Kreisinger: We have to assert fair use despite our fears, because otherwise we can’t criticize/speak in culture. Best practices from the Center for Social Media can help.

Q: You have commercially valuable material here—Buffy vs. Edward can generate renewed interest in Buffy in syndication. Garfield without Garfield rejuvenated Garfield. Hard to get that kind of exposure/interest with ordinary ads. So why not set that as a goal: make more money?

Paley: She wondered about why she was risking jail for increasing the value of old songs? Why don’t copyright owners have to prove lost revenues?

McIntosh: he doesn’t want to negotiate with Fox about the message. Yes, they want more impressions, but they want more impressions that will sell. If the remix made people dislike Buffy, that avenue would be closed, which is why he’s hesitant to move in that direction. If people want to support his work through donations etc. as a community, that’s fantastic; that’s his preferred alternative.

Q from SESAC attorney: He thinks a lot of these works here are at the core of fair use, and there is a fair use best practices for documenary filmmakers that includes music. On one side, there’s a soundtrack of 60 minutes, versus a film that uses small snippets for factual purposes. That’s been helpful. Copyright owners do believe in fair use—from your dealings with them, what can we do better to facilitate fair use?

Kreisinger: On YouTube in particular, if remixers/vidders are using music to supplement comment/critique, YT’s bots pick it up.

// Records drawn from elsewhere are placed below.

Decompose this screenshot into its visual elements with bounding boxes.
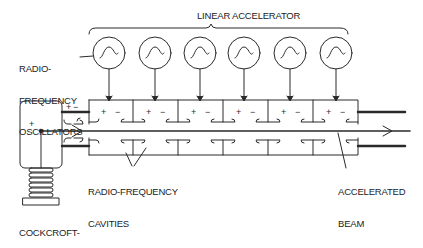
svg-text:−: − — [205, 107, 210, 117]
generator-label: COCKCROFT- WALTON GENERATOR — [19, 207, 80, 248]
svg-text:−: − — [115, 107, 120, 117]
oscillator-3 — [184, 37, 216, 101]
generator-insulator-stack — [23, 168, 59, 205]
svg-text:+: + — [281, 107, 286, 117]
oscillator-5 — [274, 37, 306, 101]
oscillator-6 — [320, 37, 352, 101]
oscillator-2 — [139, 37, 171, 101]
svg-text:+: + — [101, 107, 106, 117]
oscillators-label: RADIO- FREQUENCY OSCILLATORS — [19, 43, 82, 148]
svg-text:−: − — [250, 107, 255, 117]
drift-tubes-bottom — [64, 138, 358, 143]
oscillator-1 — [93, 37, 125, 101]
svg-text:+: + — [146, 107, 151, 117]
svg-text:−: − — [295, 107, 300, 117]
beam-label: ACCELERATED BEAM — [338, 166, 405, 240]
oscillator-4 — [228, 37, 260, 101]
cavities-label: RADIO-FREQUENCY CAVITIES — [88, 166, 178, 240]
linear-accelerator-label: LINEAR ACCELERATOR — [197, 11, 300, 22]
linear-accelerator-brace — [89, 24, 348, 34]
svg-text:+: + — [191, 107, 196, 117]
svg-text:+: + — [326, 107, 331, 117]
beam-pointer — [338, 133, 346, 168]
svg-text:−: − — [340, 107, 345, 117]
cavity-housing — [89, 100, 358, 155]
drift-tubes-top — [64, 118, 358, 124]
svg-text:−: − — [160, 107, 165, 117]
svg-text:+: + — [236, 107, 241, 117]
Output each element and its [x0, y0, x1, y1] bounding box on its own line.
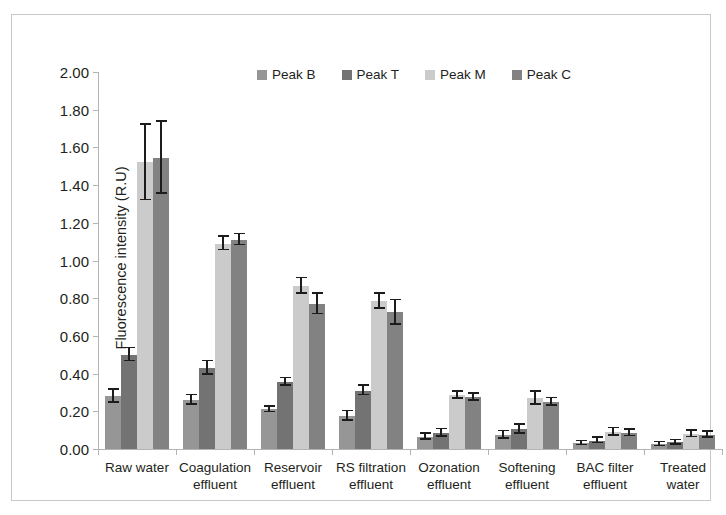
error-bar-cap [218, 249, 229, 251]
error-bar-cap [702, 430, 713, 432]
x-axis-tick [254, 449, 255, 455]
bar-group [332, 72, 410, 449]
error-bar-cap [514, 423, 525, 425]
error-bar-cap [624, 435, 635, 437]
error-bar-cap [280, 377, 291, 379]
bar-slot [417, 72, 433, 449]
error-bar-cap [452, 397, 463, 399]
bar-group [488, 72, 566, 449]
bar-slot [199, 72, 215, 449]
x-axis-tick [644, 449, 645, 455]
bar[interactable] [339, 416, 355, 449]
chart-frame: Fluorescence intensity (R.U) 0.000.200.4… [11, 14, 711, 501]
bar[interactable] [215, 244, 231, 449]
error-bar-cap [108, 401, 119, 403]
x-axis-tick [98, 449, 99, 455]
error-bar-cap [608, 434, 619, 436]
bar-slot [449, 72, 465, 449]
bar[interactable] [137, 162, 153, 449]
bar-slot [465, 72, 481, 449]
bar-slot [215, 72, 231, 449]
bar[interactable] [543, 402, 559, 449]
bar[interactable] [449, 395, 465, 449]
x-axis-category-label: BAC filtereffluent [566, 459, 644, 493]
bar[interactable] [527, 398, 543, 449]
y-axis-tick-label: 0.20 [60, 403, 89, 420]
bar-slot [433, 72, 449, 449]
bar-slot [683, 72, 699, 449]
bar[interactable] [121, 355, 137, 449]
x-axis-category-line: Softening [488, 459, 566, 476]
error-bar-cap [592, 436, 603, 438]
error-bar-cap [576, 440, 587, 442]
bar[interactable] [465, 397, 481, 449]
error-bar-cap [436, 435, 447, 437]
y-axis-tick-label: 2.00 [60, 64, 89, 81]
y-axis-tick-label: 1.80 [60, 101, 89, 118]
y-axis-tick-label: 1.00 [60, 252, 89, 269]
error-bar-cap [186, 394, 197, 396]
bar-group [254, 72, 332, 449]
bar-slot [183, 72, 199, 449]
x-axis-category-label: Softeningeffluent [488, 459, 566, 493]
bar[interactable] [105, 396, 121, 449]
x-axis-category-line: Ozonation [410, 459, 488, 476]
x-axis-category-label: Ozonationeffluent [410, 459, 488, 493]
error-bar-cap [374, 307, 385, 309]
bar-group [566, 72, 644, 449]
error-bar-cap [108, 388, 119, 390]
bar[interactable] [261, 409, 277, 449]
error-bar-cap [530, 403, 541, 405]
error-bar-cap [670, 439, 681, 441]
error-bar-cap [358, 394, 369, 396]
bar[interactable] [183, 400, 199, 449]
error-bar-cap [202, 373, 213, 375]
error-bar-cap [264, 405, 275, 407]
bar[interactable] [309, 304, 325, 449]
x-axis-tick [410, 449, 411, 455]
error-bar-cap [468, 392, 479, 394]
x-axis-tick [488, 449, 489, 455]
error-bar-cap [654, 445, 665, 447]
error-bar-cap [592, 442, 603, 444]
bar-slot [495, 72, 511, 449]
error-bar-cap [156, 192, 167, 194]
error-bar-cap [156, 120, 167, 122]
x-axis-category-line: Treated [644, 459, 722, 476]
bar[interactable] [355, 391, 371, 449]
error-bar-cap [296, 292, 307, 294]
bar-slot [121, 72, 137, 449]
x-axis-category-line: effluent [332, 476, 410, 493]
error-bar-cap [140, 199, 151, 201]
bar-slot [651, 72, 667, 449]
bar-slot [667, 72, 683, 449]
x-axis-category-line: effluent [176, 476, 254, 493]
bar-slot [605, 72, 621, 449]
bar[interactable] [153, 158, 169, 449]
x-axis-tick [566, 449, 567, 455]
bar[interactable] [293, 286, 309, 449]
bar[interactable] [231, 240, 247, 449]
x-axis-tick [722, 449, 723, 455]
error-bar-cap [342, 419, 353, 421]
bar-slot [387, 72, 403, 449]
error-bar [394, 300, 396, 325]
error-bar-cap [390, 299, 401, 301]
bar-slot [137, 72, 153, 449]
error-bar-cap [280, 384, 291, 386]
bar[interactable] [387, 312, 403, 449]
bar[interactable] [199, 368, 215, 449]
bar-slot [699, 72, 715, 449]
x-axis-category-line: effluent [410, 476, 488, 493]
bar[interactable] [277, 382, 293, 449]
bar[interactable] [371, 301, 387, 449]
error-bar-cap [670, 443, 681, 445]
error-bar-cap [702, 436, 713, 438]
y-axis-tick-label: 1.20 [60, 214, 89, 231]
error-bar-cap [140, 123, 151, 125]
bar-slot [371, 72, 387, 449]
error-bar-cap [358, 384, 369, 386]
error-bar-cap [576, 444, 587, 446]
error-bar-cap [234, 244, 245, 246]
error-bar [160, 122, 162, 194]
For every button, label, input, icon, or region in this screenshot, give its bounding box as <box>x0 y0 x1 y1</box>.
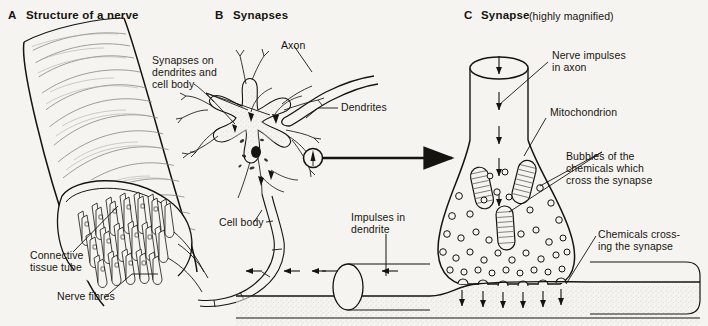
connective-tissue-tube-label: Connective tissue tube <box>30 249 84 273</box>
panel-b-letter: B <box>215 9 223 21</box>
panel-c-title-suffix: (highly magnified) <box>529 10 614 22</box>
axon-label: Axon <box>281 39 305 51</box>
panel-c-synapse-artwork <box>236 56 700 326</box>
chemicals-crossing-synapse-label: Chemicals cross- ing the synapse <box>598 228 680 252</box>
nerve-fibres-label: Nerve fibres <box>57 290 115 302</box>
panel-b-title: Synapses <box>233 9 288 21</box>
panel-a-letter: A <box>8 9 16 21</box>
synapses-on-dendrites-label: Synapses on dendrites and cell body <box>152 54 217 91</box>
panel-a-title: Structure of a nerve <box>26 9 139 21</box>
impulses-in-dendrite-label: Impulses in dendrite <box>351 211 405 235</box>
mitochondrion-label: Mitochondrion <box>550 106 617 118</box>
panel-c-letter: C <box>464 9 472 21</box>
nerve-impulses-in-axon-label: Nerve impulses in axon <box>552 49 626 73</box>
panel-b-synapses-artwork <box>176 46 452 307</box>
dendrites-label: Dendrites <box>341 101 387 113</box>
panel-c-title: Synapse <box>481 9 530 21</box>
figure-canvas: A Structure of a nerve B Synapses C Syna… <box>0 0 708 326</box>
cell-body-label: Cell body <box>219 216 264 228</box>
bubbles-of-chemicals-label: Bubbles of the chemicals which cross the… <box>566 150 652 187</box>
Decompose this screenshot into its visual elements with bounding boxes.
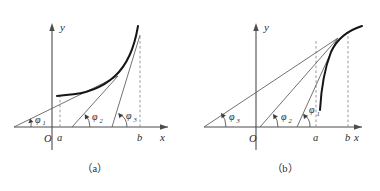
curve-a <box>57 26 138 96</box>
angle-sub-phi2-a: 2 <box>99 117 103 124</box>
angle-label-phi2-b: φ <box>281 111 287 122</box>
diagram-panel-b: φ 3 φ 2 φ 1 y x O a b （b） <box>190 0 380 191</box>
x-axis-arrowhead-a <box>160 124 168 130</box>
curve-b <box>320 26 362 110</box>
angle-arrowhead-phi2-a <box>85 114 90 119</box>
diagram-panel-a: φ 1 φ 2 φ 3 y x O a b （a） <box>0 0 190 191</box>
caption-b: （b） <box>190 160 380 175</box>
angle-label-phi1-b: φ <box>309 104 315 115</box>
angle-label-phi1-a: φ <box>35 114 41 125</box>
point-label-a-b: a <box>313 132 318 143</box>
y-axis-arrowhead-b <box>253 23 258 31</box>
angle-sub-phi1-b: 1 <box>316 110 319 117</box>
x-axis-arrowhead-b <box>354 124 362 130</box>
caption-a: （a） <box>0 160 190 175</box>
angle-sub-phi1-a: 1 <box>42 119 45 126</box>
angle-sub-phi3-b: 3 <box>235 117 240 124</box>
origin-label-a: O <box>44 133 52 144</box>
angle-arrowhead-phi2-b <box>273 114 278 119</box>
angle-label-phi3-b: φ <box>229 111 235 122</box>
origin-label-b: O <box>249 133 257 144</box>
x-axis-label-a: x <box>159 131 165 143</box>
point-label-b-a: b <box>137 132 142 143</box>
x-axis-label-b: x <box>353 131 359 143</box>
figure-root: φ 1 φ 2 φ 3 y x O a b （a） <box>0 0 380 191</box>
y-axis-label-a: y <box>59 21 65 33</box>
y-axis-label-b: y <box>263 21 269 33</box>
point-label-b-b: b <box>345 132 350 143</box>
point-label-a-a: a <box>57 132 62 143</box>
angle-sub-phi2-b: 2 <box>288 117 292 124</box>
angle-label-phi2-a: φ <box>92 111 98 122</box>
angle-sub-phi3-a: 3 <box>132 116 137 123</box>
y-axis-arrowhead-a <box>49 23 54 31</box>
angle-label-phi3-a: φ <box>126 110 132 121</box>
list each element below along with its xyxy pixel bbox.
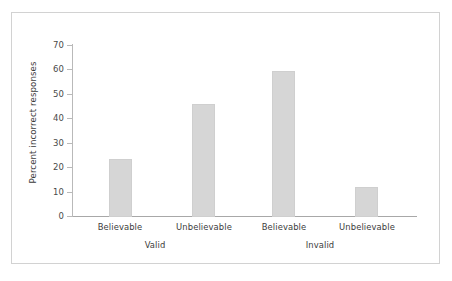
y-tick-label-wrap-40: 40 bbox=[40, 114, 64, 123]
y-tick-40 bbox=[67, 118, 73, 119]
y-tick-label-70: 70 bbox=[42, 41, 64, 50]
x-group-label-valid: Valid bbox=[120, 240, 190, 250]
y-tick-label-10: 10 bbox=[42, 188, 64, 197]
y-tick-label-40: 40 bbox=[42, 114, 64, 123]
y-tick-label-wrap-60: 60 bbox=[40, 65, 64, 74]
bar-invalid-unbelievable bbox=[355, 187, 378, 217]
x-group-label-invalid: Invalid bbox=[285, 240, 355, 250]
plot-area: Percent incorrect responses 70 60 50 40 … bbox=[0, 0, 452, 281]
y-tick-label-30: 30 bbox=[42, 139, 64, 148]
y-tick-label-wrap-50: 50 bbox=[40, 90, 64, 99]
y-tick-label-50: 50 bbox=[42, 90, 64, 99]
figure-root: Percent incorrect responses 70 60 50 40 … bbox=[0, 0, 452, 281]
y-tick-label-wrap-70: 70 bbox=[40, 41, 64, 50]
bar-valid-believable bbox=[109, 159, 132, 217]
y-tick-70 bbox=[67, 45, 73, 46]
bar-valid-unbelievable bbox=[192, 104, 215, 217]
y-tick-50 bbox=[67, 94, 73, 95]
y-tick-10 bbox=[67, 192, 73, 193]
y-tick-label-wrap-30: 30 bbox=[40, 139, 64, 148]
bar-invalid-believable bbox=[272, 71, 295, 217]
y-tick-label-60: 60 bbox=[42, 65, 64, 74]
x-label-invalid-unbelievable: Unbelievable bbox=[323, 222, 411, 232]
y-tick-60 bbox=[67, 69, 73, 70]
x-label-valid-unbelievable: Unbelievable bbox=[160, 222, 248, 232]
y-tick-label-wrap-0: 0 bbox=[40, 212, 64, 221]
y-tick-label-wrap-20: 20 bbox=[40, 163, 64, 172]
y-tick-label-20: 20 bbox=[42, 163, 64, 172]
y-tick-label-wrap-10: 10 bbox=[40, 188, 64, 197]
y-tick-30 bbox=[67, 143, 73, 144]
x-label-invalid-believable: Believable bbox=[244, 222, 324, 232]
y-tick-0 bbox=[67, 216, 73, 217]
x-label-valid-believable: Believable bbox=[80, 222, 160, 232]
y-axis-title: Percent incorrect responses bbox=[29, 53, 38, 193]
y-tick-20 bbox=[67, 167, 73, 168]
y-tick-label-0: 0 bbox=[42, 212, 64, 221]
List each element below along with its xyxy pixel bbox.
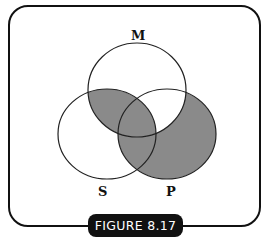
label-m: M: [131, 28, 145, 43]
label-p: P: [166, 184, 176, 199]
figure-caption-badge: FIGURE 8.17: [88, 214, 183, 237]
label-s: S: [98, 184, 107, 199]
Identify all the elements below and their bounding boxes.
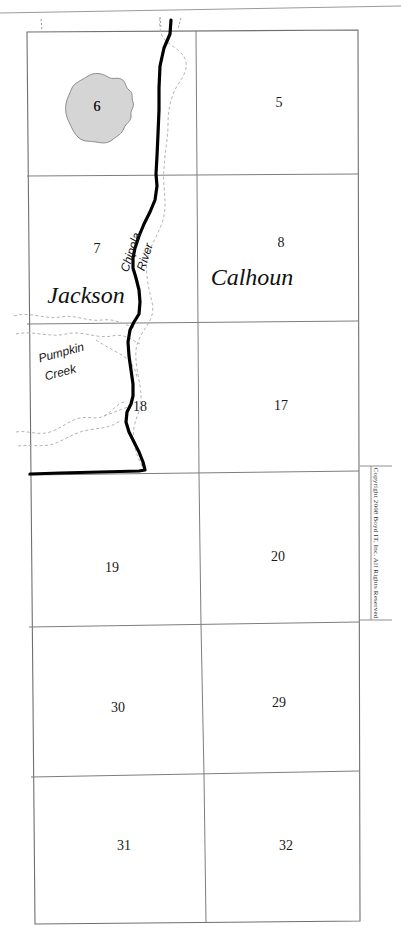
section-label-31: 31 bbox=[117, 838, 131, 853]
lake-label: 6 bbox=[94, 99, 101, 114]
section-label-18: 18 bbox=[133, 399, 147, 414]
county-label-calhoun: Calhoun bbox=[211, 264, 294, 290]
map-canvas[interactable]: 6 5 7 8 18 17 19 20 30 29 31 32 6 Jackso… bbox=[0, 0, 401, 937]
section-label-19: 19 bbox=[105, 560, 119, 575]
lake-label-group: 6 bbox=[94, 99, 101, 114]
section-label-7: 7 bbox=[94, 241, 101, 256]
copyright-text: Copyright 2008 Boyd IT, Inc. All Rights … bbox=[372, 468, 380, 619]
section-label-5: 5 bbox=[276, 95, 283, 110]
section-label-8: 8 bbox=[278, 235, 285, 250]
section-label-30: 30 bbox=[111, 700, 125, 715]
section-label-17: 17 bbox=[274, 398, 288, 413]
section-label-20: 20 bbox=[271, 549, 285, 564]
copyright-notice: Copyright 2008 Boyd IT, Inc. All Rights … bbox=[372, 468, 380, 619]
map-background bbox=[0, 0, 401, 937]
county-label-jackson: Jackson bbox=[47, 282, 124, 308]
section-label-32: 32 bbox=[279, 838, 293, 853]
section-label-29: 29 bbox=[272, 695, 286, 710]
map-svg[interactable]: 6 5 7 8 18 17 19 20 30 29 31 32 6 Jackso… bbox=[0, 0, 401, 937]
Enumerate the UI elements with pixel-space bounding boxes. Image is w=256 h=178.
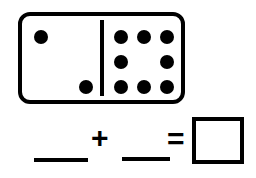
domino-divider-line <box>100 20 104 96</box>
domino-pip-right-2 <box>137 30 151 44</box>
domino-pip-right-1 <box>114 30 128 44</box>
first-addend-blank[interactable] <box>34 158 88 162</box>
domino-addition-worksheet: + = <box>0 0 256 178</box>
equals-sign: = <box>167 124 185 154</box>
answer-box[interactable] <box>192 117 244 164</box>
domino-pip-left-1 <box>34 30 48 44</box>
domino-pip-right-6 <box>114 80 128 94</box>
domino-pip-right-5 <box>160 55 174 69</box>
domino-tile <box>18 12 185 104</box>
domino-pip-right-7 <box>137 80 151 94</box>
second-addend-blank[interactable] <box>122 157 170 161</box>
domino-pip-right-8 <box>160 80 174 94</box>
domino-pip-right-3 <box>160 30 174 44</box>
domino-pip-right-4 <box>114 55 128 69</box>
domino-pip-left-2 <box>79 80 93 94</box>
plus-sign: + <box>91 123 109 153</box>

In her remix, Aretha Franklin’s Respect was playing in the background of material she was remixing, and YouTube took it down. Vidders, a group of predominantly women creating fanworks based on copyrighted music to tell a story/comment on the material, are constantly faced with takedowns. She posted some of her favorite takedown notices. YT is eliminating a whole slew of work based on remix.

SESAC attorney: it is robots interacting with robots, due to volume. We don’t control all the necessary rights, including the synch right. We do work with YT to license use of all of our content regardless of the political message. Blanket licensing will streamline a lot of this. A blanket synch license would be very helpful, but it’s a matter of organizing the publishers to do this.

Matt Shears, Computer & Communications Industry Association: What you may really want is simplicity, not just reform: the ability to navigate the system without lawyers. Would you be less hostile to copyright if you didn’t have to consult a lawyer to scratch your nose?

Paley: she’s opposed to the idea of owning culture, which leads to fundamentalism and monopolies. Broadcasters won’t allow you to air a film on TV without notes from a lawyer on every single clip.

McIntosh: Slightly different approach. He believes copyright can be useful in protecting the rights of already culturally marginalized people—someone makes progressive speech and someone else uses it for racist or hateful purposes. (I don’t think this works—I’ve seen plenty of progressive copying/critiques of individuals who represent a certain conservative viewpoint but are not major Fox commentators; by this logic, they’d also be protected because they don’t have, as individuals, much power.)

Paley: She’s heard that argument over Sita—what if people use it for Nazi porn? She thinks hate speech won’t get that far, and if it does she’s not the one to stop it. People are not horrible; they are sane.

McIntosh: He’s interested in protecting the marginalized, though possibly not through copyright.

1 comment:

Anonymous said...

Thanks for this -- it sounds fascinating!